I am investigating if a hybrid AWS/Google Cloud infrastructure system is possible and one of the requirements I have is secure and simple authentication from one system to the other. Currently I need to connect to a restricted AWS S3 bucket from a Google Cloud VM instance.
My question is generally: Is there a way to do that at all and what would be the best approach towards that. I am sure everyone wants to have the opportunity to use multiple Cloud providers for their infrastructure with high security and ease of use and maintenance.
After some research I found that the only way that looks possible is through Web Identity Federation which is not designed for that purpose at all. Then after exploring the options from the Google's side, I found that service accounts look like they could be used to do the OAuth2 authentication and provide a token to access AWS through an STS client with the AssumeRoleWithWebIdentity action.
However, the STS client accepts only id_token which usually the client will get from the server if they log in to Google from an application that runs in their browser (Javascript, PHP, Python) while I am trying to do that from the system level with the Ruby SDKs. Currently the Google::Auth authorization object returns an access token which is not accepted by the Aws::STS::Client. I am trying to do something like that:
require 'aws-sdk'
require 'googleauth'
scopes = ['https://www.googleapis.com/auth/cloud-platform', 'https://www.googleapis.com/auth/compute']
authorization = Google::Auth.get_application_default(scopes)
token = authorization.fetch_access_token!['access_token']
bucket_name = 'xxx'
arn_role = 'arn:aws:iam::xxx:role/xxx'
session_name = 'GoogleApps'
client = Aws::STS::Client.new(region: 'us_east-1')
resp = client.assume_role_with_web_identity({
role_arn: arn_role,
role_session_name: session_name,
web_identity_token: token
})
As mentioned the fetch_access_token! is the only method that returns anything meaningful. There is a method that is supposed to return exactly what I need - decoded_id_token; however, it is null in that case. Running the code above results (as expected) in the following error:
The ID Token provided is not a valid JWT. (You may see this error if you sent an Access Token) (Aws::STS::Errors::InvalidIdentityToken)
I tried to find a way to authenticate with the service account as if I am performing a normal Google Sign In in order to obtain an id_token but without any success.
I have several other options to perform the same task that are less elegant than using that particular type of federation:
I don't mind using any technology to get the server-to-server(more like server-to-service but same holds true for server as well) federated authentication in a clean and secure way.
Sorry for the long questions and thanks in advance.
We ended up not going that route due to priorities shift. The solution we chose, for when we want to do it, was Hashicorp's Vault to do the middleman API key exchange. It is secure enough and is relatively easy to implement and integrate. It also has the added benefit of giving your AWS account the ability to interact with other unsupported things via API.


**Task to carry out:**
Every line of the material is to be quoted verbatim, minus the pictures.

───

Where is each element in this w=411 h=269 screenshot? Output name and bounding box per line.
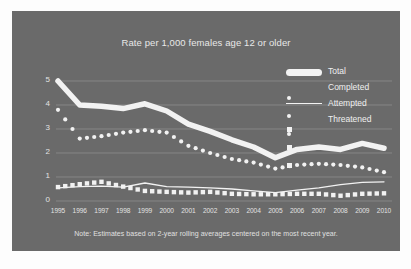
y-axis-tick-label: 4 xyxy=(36,99,50,108)
series-square xyxy=(193,190,197,194)
series-square xyxy=(266,192,270,196)
legend-label: Attempted xyxy=(328,97,367,110)
series-dot xyxy=(107,133,111,137)
series-dot xyxy=(136,129,140,133)
series-dot xyxy=(201,149,205,153)
series-dot xyxy=(375,169,379,173)
x-axis-tick-label: 2005 xyxy=(263,207,287,214)
series-square xyxy=(353,192,357,196)
series-square xyxy=(346,193,350,197)
x-axis-tick-label: 2004 xyxy=(242,207,266,214)
series-square xyxy=(85,181,89,185)
series-dot xyxy=(85,136,89,140)
y-axis-tick-label: 0 xyxy=(36,195,50,204)
series-dot xyxy=(237,158,241,162)
series-square xyxy=(280,192,284,196)
series-dot xyxy=(208,151,212,155)
series-dot xyxy=(353,165,357,169)
series-square xyxy=(375,191,379,195)
series-dot xyxy=(56,108,60,112)
series-square xyxy=(208,190,212,194)
chart-screenshot: Rate per 1,000 females age 12 or older 0… xyxy=(0,0,411,269)
series-square xyxy=(331,193,335,197)
squares-marker xyxy=(287,118,297,172)
series-dot xyxy=(259,163,263,167)
chart-footnote: Note: Estimates based on 2-year rolling … xyxy=(12,230,400,237)
series-dot xyxy=(121,131,125,135)
series-dot xyxy=(252,161,256,165)
series-square xyxy=(121,184,125,188)
legend-label: Completed xyxy=(328,81,369,94)
series-square xyxy=(164,190,168,194)
series-square xyxy=(367,191,371,195)
series-square xyxy=(143,189,147,193)
legend-label: Threatened xyxy=(328,113,371,126)
series-square xyxy=(382,191,386,195)
x-axis-tick-label: 1996 xyxy=(68,207,92,214)
series-square xyxy=(360,192,364,196)
series-square xyxy=(135,187,139,191)
thin-line-marker xyxy=(286,103,322,104)
series-square xyxy=(99,180,103,184)
series-dot xyxy=(302,163,306,167)
series-square xyxy=(230,192,234,196)
series-dot xyxy=(266,165,270,169)
series-dot xyxy=(186,144,190,148)
series-square xyxy=(201,190,205,194)
series-dot xyxy=(360,165,364,169)
series-square xyxy=(63,184,67,188)
series-dot xyxy=(157,130,161,134)
series-dot xyxy=(244,159,248,163)
series-dot xyxy=(346,164,350,168)
x-axis-tick-label: 2001 xyxy=(176,207,200,214)
series-dot xyxy=(114,132,118,136)
series-square xyxy=(128,186,132,190)
series-dot xyxy=(309,162,313,166)
series-square xyxy=(107,181,111,185)
series-dot xyxy=(324,162,328,166)
series-square xyxy=(114,183,118,187)
series-dot xyxy=(317,162,321,166)
series-square xyxy=(309,192,313,196)
series-dot xyxy=(230,157,234,161)
series-square xyxy=(215,190,219,194)
series-square xyxy=(172,190,176,194)
series-square xyxy=(302,192,306,196)
x-axis-tick-label: 1997 xyxy=(89,207,113,214)
series-square xyxy=(259,192,263,196)
series-dot xyxy=(331,163,335,167)
x-axis-tick-label: 2006 xyxy=(285,207,309,214)
series-dot xyxy=(165,131,169,135)
series-dot xyxy=(70,127,74,131)
y-axis-tick-label: 1 xyxy=(36,171,50,180)
series-dot xyxy=(367,167,371,171)
series-square xyxy=(150,189,154,193)
series-square xyxy=(338,194,342,198)
y-axis-tick-label: 2 xyxy=(36,147,50,156)
series-dot xyxy=(194,146,198,150)
x-axis-tick-label: 2002 xyxy=(198,207,222,214)
series-dot xyxy=(338,163,342,167)
series-dot xyxy=(99,134,103,138)
series-dot xyxy=(215,153,219,157)
chart-panel: Rate per 1,000 females age 12 or older 0… xyxy=(12,11,400,251)
series-square xyxy=(70,183,74,187)
series-dot xyxy=(92,135,96,139)
series-square xyxy=(157,189,161,193)
series-dot xyxy=(280,165,284,169)
x-axis-tick-label: 2009 xyxy=(350,207,374,214)
x-axis-tick-label: 2003 xyxy=(220,207,244,214)
series-square xyxy=(317,192,321,196)
y-axis-tick-label: 5 xyxy=(36,75,50,84)
x-axis-tick-label: 2000 xyxy=(155,207,179,214)
series-dot xyxy=(172,135,176,139)
x-axis-tick-label: 1995 xyxy=(46,207,70,214)
series-dot xyxy=(143,128,147,132)
series-square xyxy=(288,192,292,196)
series-dot xyxy=(273,167,277,171)
series-square xyxy=(324,192,328,196)
chart-plot-area xyxy=(12,11,400,251)
series-square xyxy=(78,182,82,186)
series-square xyxy=(179,190,183,194)
y-axis-tick-label: 3 xyxy=(36,123,50,132)
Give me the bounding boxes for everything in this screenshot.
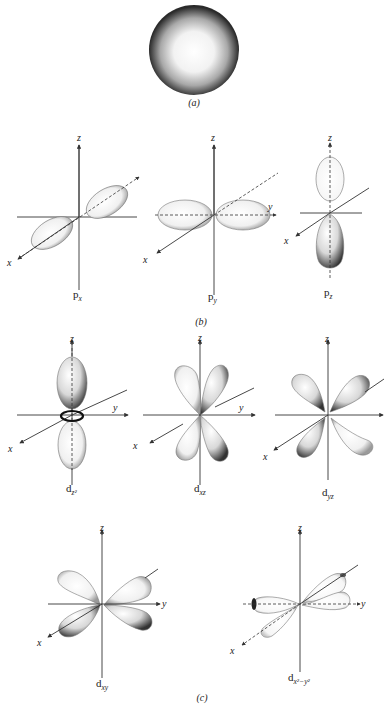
py-label: py <box>208 290 218 305</box>
pz-z-label: z <box>327 132 332 143</box>
dx2y2-y-label: y <box>360 598 366 609</box>
dxy-y-label: y <box>161 598 167 609</box>
dxz-y-label: y <box>238 402 244 413</box>
caption-c: (c) <box>196 692 208 704</box>
px-label: px <box>73 288 83 303</box>
caption-b: (b) <box>195 316 207 328</box>
dz2-z-label: z <box>69 333 74 344</box>
pz-x-label: x <box>283 235 289 246</box>
dz2-x-label: x <box>7 443 13 454</box>
dz2-y-label: y <box>112 402 118 413</box>
dx2y2-label: dx²−y² <box>288 671 310 686</box>
pz-label: pz <box>324 286 333 301</box>
px-orbital <box>17 145 139 290</box>
s-orbital <box>149 5 239 95</box>
dxz-z-label: z <box>197 332 202 343</box>
py-orbital <box>155 145 278 295</box>
dxy-z-label: z <box>99 522 104 533</box>
orbital-figure: (a) z x px z y x py (b) z x pz <box>0 0 388 710</box>
dxy-orbital <box>48 530 160 678</box>
py-y-label: y <box>267 201 273 212</box>
dxy-x-label: x <box>36 637 42 648</box>
dz2-orbital <box>17 340 128 485</box>
dx2y2-x-label: x <box>229 645 235 656</box>
dxz-x-label: x <box>132 440 138 451</box>
dyz-orbital <box>274 340 384 480</box>
pz-orbital <box>296 143 369 280</box>
dyz-x-label: x <box>262 451 268 462</box>
caption-a: (a) <box>188 97 200 109</box>
dyz-z-label: z <box>324 333 329 344</box>
py-x-label: x <box>142 254 148 265</box>
px-x-label: x <box>6 257 12 268</box>
dyz-label: dyz <box>322 486 334 501</box>
dx2y2-orbital <box>242 530 360 672</box>
dxy-label: dxy <box>96 677 109 692</box>
dx2y2-z-label: z <box>297 522 302 533</box>
py-z-label: z <box>210 132 215 143</box>
px-z-label: z <box>76 132 81 143</box>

───

**The completed task:**
Where is each element in this w=411 h=269 screenshot? Output name and bounding box per line.
y-axis-tick-label: 4 xyxy=(36,99,50,108)
series-square xyxy=(193,190,197,194)
series-square xyxy=(266,192,270,196)
legend-label: Attempted xyxy=(328,97,367,110)
series-dot xyxy=(107,133,111,137)
series-dot xyxy=(136,129,140,133)
series-dot xyxy=(201,149,205,153)
series-dot xyxy=(375,169,379,173)
x-axis-tick-label: 2005 xyxy=(263,207,287,214)
series-square xyxy=(353,192,357,196)
series-square xyxy=(346,193,350,197)
x-axis-tick-label: 2004 xyxy=(242,207,266,214)
series-square xyxy=(85,181,89,185)
series-dot xyxy=(85,136,89,140)
y-axis-tick-label: 0 xyxy=(36,195,50,204)
series-dot xyxy=(237,158,241,162)
series-square xyxy=(280,192,284,196)
series-dot xyxy=(208,151,212,155)
series-dot xyxy=(353,165,357,169)
series-square xyxy=(375,191,379,195)
series-dot xyxy=(56,108,60,112)
series-square xyxy=(208,190,212,194)
chart-screenshot: Rate per 1,000 females age 12 or older 0… xyxy=(0,0,411,269)
series-square xyxy=(331,193,335,197)
squares-marker xyxy=(287,118,297,172)
series-dot xyxy=(259,163,263,167)
chart-footnote: Note: Estimates based on 2-year rolling … xyxy=(12,230,400,237)
series-dot xyxy=(121,131,125,135)
series-dot xyxy=(252,161,256,165)
series-square xyxy=(121,184,125,188)
legend-label: Completed xyxy=(328,81,369,94)
series-square xyxy=(164,190,168,194)
series-square xyxy=(367,191,371,195)
series-square xyxy=(143,189,147,193)
legend-label: Threatened xyxy=(328,113,371,126)
series-square xyxy=(382,191,386,195)
x-axis-tick-label: 1996 xyxy=(68,207,92,214)
series-square xyxy=(360,192,364,196)
series-square xyxy=(135,187,139,191)
thin-line-marker xyxy=(286,103,322,104)
series-square xyxy=(99,180,103,184)
series-dot xyxy=(302,163,306,167)
series-square xyxy=(230,192,234,196)
series-dot xyxy=(266,165,270,169)
series-dot xyxy=(186,144,190,148)
series-square xyxy=(201,190,205,194)
series-dot xyxy=(360,165,364,169)
series-square xyxy=(63,184,67,188)
series-dot xyxy=(157,130,161,134)
series-dot xyxy=(244,159,248,163)
series-dot xyxy=(346,164,350,168)
x-axis-tick-label: 2001 xyxy=(176,207,200,214)
series-dot xyxy=(114,132,118,136)
series-square xyxy=(128,186,132,190)
series-dot xyxy=(309,162,313,166)
series-square xyxy=(107,181,111,185)
series-dot xyxy=(324,162,328,166)
series-square xyxy=(114,183,118,187)
series-dot xyxy=(317,162,321,166)
series-square xyxy=(309,192,313,196)
series-dot xyxy=(230,157,234,161)
series-square xyxy=(215,190,219,194)
series-square xyxy=(172,190,176,194)
series-square xyxy=(302,192,306,196)
x-axis-tick-label: 1997 xyxy=(89,207,113,214)
series-square xyxy=(259,192,263,196)
series-dot xyxy=(331,163,335,167)
x-axis-tick-label: 2006 xyxy=(285,207,309,214)
series-dot xyxy=(165,131,169,135)
series-dot xyxy=(70,127,74,131)
y-axis-tick-label: 1 xyxy=(36,171,50,180)
series-dot xyxy=(367,167,371,171)
series-square xyxy=(150,189,154,193)
series-square xyxy=(338,194,342,198)
y-axis-tick-label: 2 xyxy=(36,147,50,156)
series-dot xyxy=(194,146,198,150)
x-axis-tick-label: 2002 xyxy=(198,207,222,214)
series-dot xyxy=(338,163,342,167)
series-dot xyxy=(99,134,103,138)
series-dot xyxy=(215,153,219,157)
chart-panel: Rate per 1,000 females age 12 or older 0… xyxy=(12,11,400,251)
series-square xyxy=(70,183,74,187)
series-dot xyxy=(92,135,96,139)
series-square xyxy=(157,189,161,193)
series-dot xyxy=(280,165,284,169)
x-axis-tick-label: 2009 xyxy=(350,207,374,214)
x-axis-tick-label: 2003 xyxy=(220,207,244,214)
series-square xyxy=(317,192,321,196)
y-axis-tick-label: 5 xyxy=(36,75,50,84)
x-axis-tick-label: 2000 xyxy=(155,207,179,214)
series-dot xyxy=(172,135,176,139)
x-axis-tick-label: 1995 xyxy=(46,207,70,214)
series-dot xyxy=(143,128,147,132)
series-square xyxy=(288,192,292,196)
series-dot xyxy=(273,167,277,171)
series-square xyxy=(324,192,328,196)
chart-plot-area xyxy=(12,11,400,251)
series-square xyxy=(78,182,82,186)
series-square xyxy=(179,190,183,194)
y-axis-tick-label: 3 xyxy=(36,123,50,132)
Give me the bounding boxes for everything in this screenshot.
py-label: py <box>208 290 218 305</box>
pz-z-label: z <box>327 132 332 143</box>
dx2y2-y-label: y <box>360 598 366 609</box>
dxy-y-label: y <box>161 598 167 609</box>
dxz-y-label: y <box>238 402 244 413</box>
caption-c: (c) <box>196 692 208 704</box>
px-label: px <box>73 288 83 303</box>
caption-b: (b) <box>195 316 207 328</box>
dz2-z-label: z <box>69 333 74 344</box>
pz-x-label: x <box>283 235 289 246</box>
dz2-x-label: x <box>7 443 13 454</box>
dz2-y-label: y <box>112 402 118 413</box>
dx2y2-label: dx²−y² <box>288 671 310 686</box>
pz-label: pz <box>324 286 333 301</box>
px-orbital <box>17 145 139 290</box>
s-orbital <box>149 5 239 95</box>
dxz-z-label: z <box>197 332 202 343</box>
py-orbital <box>155 145 278 295</box>
dxy-z-label: z <box>99 522 104 533</box>
orbital-figure: (a) z x px z y x py (b) z x pz <box>0 0 388 710</box>
dxy-orbital <box>48 530 160 678</box>
py-y-label: y <box>267 201 273 212</box>
dxy-x-label: x <box>36 637 42 648</box>
dz2-orbital <box>17 340 128 485</box>
dx2y2-x-label: x <box>229 645 235 656</box>
dxz-x-label: x <box>132 440 138 451</box>
dyz-orbital <box>274 340 384 480</box>
pz-orbital <box>296 143 369 280</box>
dyz-x-label: x <box>262 451 268 462</box>
caption-a: (a) <box>188 97 200 109</box>
dyz-z-label: z <box>324 333 329 344</box>
py-x-label: x <box>142 254 148 265</box>
px-x-label: x <box>6 257 12 268</box>
dyz-label: dyz <box>322 486 334 501</box>
dx2y2-orbital <box>242 530 360 672</box>
dxy-label: dxy <box>96 677 109 692</box>
dx2y2-z-label: z <box>297 522 302 533</box>
py-z-label: z <box>210 132 215 143</box>
px-z-label: z <box>76 132 81 143</box>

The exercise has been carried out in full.